In trawling about the Library of Congress’s picture collection, I came across another attempt to reimagine Capitol Hill. The changes being promulgated are truly radical and are worth looking at a little more closely – if only to hope that nothing of this nature is ever actually built.
Capitol Hill has, over the years, ‘grow’d like Topsy.’ Need for more office space or more books or whatever, has been greeted by finding the closest empty spot – or spot that can be emptied – and building a new building. For the first 100 years of the city, this worked fine. There was plenty of empty space to build in, and what few buildings did exist were easily torn down.
Around the beginning of the 20th Century, the city fathers began to realize that this unbridled growth was not particularly attractive, and that maybe some kind of plan should be used to guide the future changes made.

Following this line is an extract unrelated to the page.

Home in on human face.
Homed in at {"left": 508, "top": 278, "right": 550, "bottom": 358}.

The resulting document, called the McMillan plan, essentially looked back to Peter L’Enfant’s map of DC and tried to guide the city’s growth within the limits of the now over 100 year old document.

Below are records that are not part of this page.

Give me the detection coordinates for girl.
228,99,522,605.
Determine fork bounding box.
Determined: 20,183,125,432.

The results of this effort were mixed, but there is no doubt that the changes wrought in the past 100 years have been, by and large, in accord with L’Enfant’s plan – or, at least, do not do it too much violence.
Not that there have not been numerous attempts to do so. A 1941 map is well-known as trying to restructure Capitol Hill. Ironically, it did seek to implement some of the ideas L’Enfant had, but while also creating enormous roads that would have required the destruction of a large number of Capitol Hill homes.

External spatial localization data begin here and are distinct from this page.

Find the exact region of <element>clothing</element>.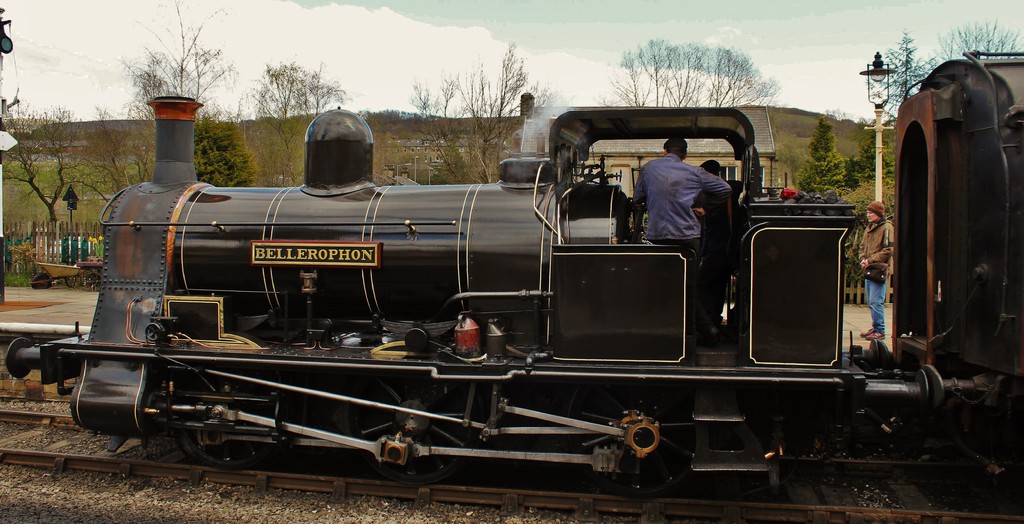
Exact region: select_region(611, 122, 749, 270).
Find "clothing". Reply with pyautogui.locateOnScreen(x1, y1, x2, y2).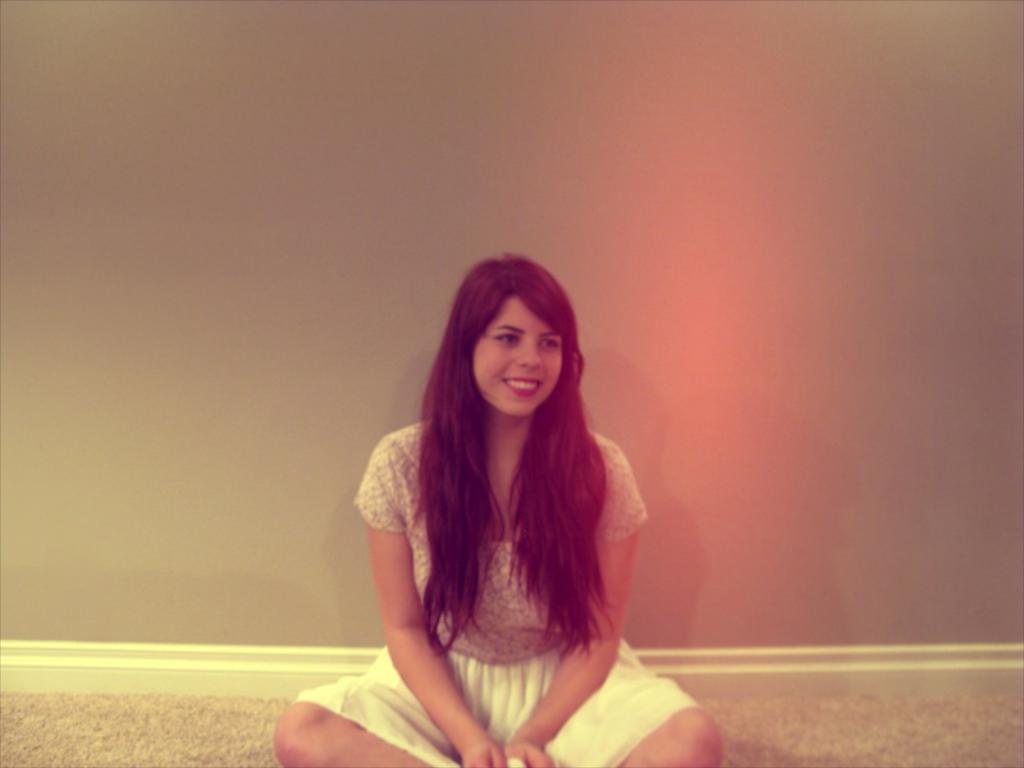
pyautogui.locateOnScreen(298, 415, 703, 767).
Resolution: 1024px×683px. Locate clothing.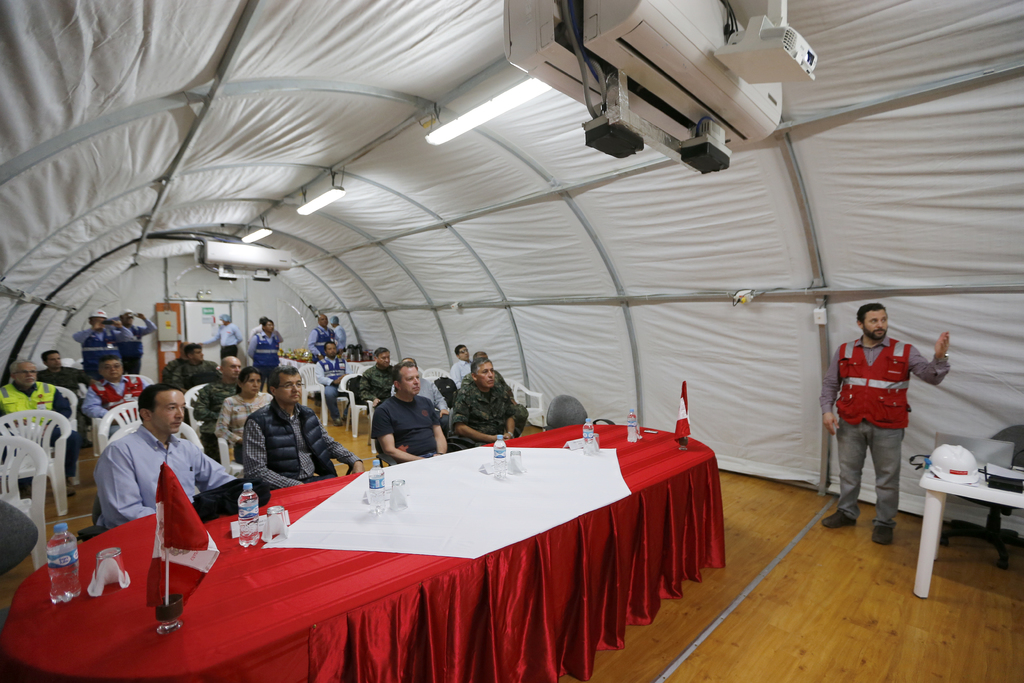
{"left": 374, "top": 395, "right": 442, "bottom": 468}.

Further damage was done with the building of the freeways, a process that was, thankfully, slowed and eventually halted, as the idea that cities and their road system existed entirely to speed people from their homes in the suburbs to their jobs in the city lost favor.
This hardly stopped people from making plans, and the Architectural Record of January 1963 shows a whole new way of thinking for Capitol Hill. Done by the famous architect Paul Rudolph, best known for his complicated brutalist structures, it imagined a Capitol Hill almost completely different from how we know it today.
Rudolph’s biggest issue with DC seems to have been that he felt that the Capitol – White House – Washington Monument triangle that defines DC today was not enough. He Wanted to elevate Maryland Avenue to be equal with Pennsylvania Avenue, partially by improving the road, but also by relocating the Supreme Court from its current spot behind the Capitol to a spot a mile southwest of it on Maryland Avenue.
Meanwhile, Capitol Hill around the Capitol itself was to be given a number of gates – presumably a throwback to old cities with walls and gates that allowed them to regulate who came in and who did not. These gates would be in walls that connected the various Capitol Hill buildings and would thus – along with a low building that sealed off the north end of the Capitol Grounds – essentially surround the Capitol. This would leave as the two main open approaches Pennsylvania Avenue NW , and Maryland Avenue SW.
In short, it was a radical reimaging of the city – and particularly Capitol Hill. While it is understandable that Randolph would seek to separate the Supreme Court from the Capitol, and also increase the space on which the main government buildings were sited, the whole thing basically took L’Enfant’s plan and destroyed it.
How seriously this plan was taken is impossible to say. Certainly, no element of it seems to have been built. While L’Enfant’s plan is hardly sacrosanct, no changes of this nature have been done to it.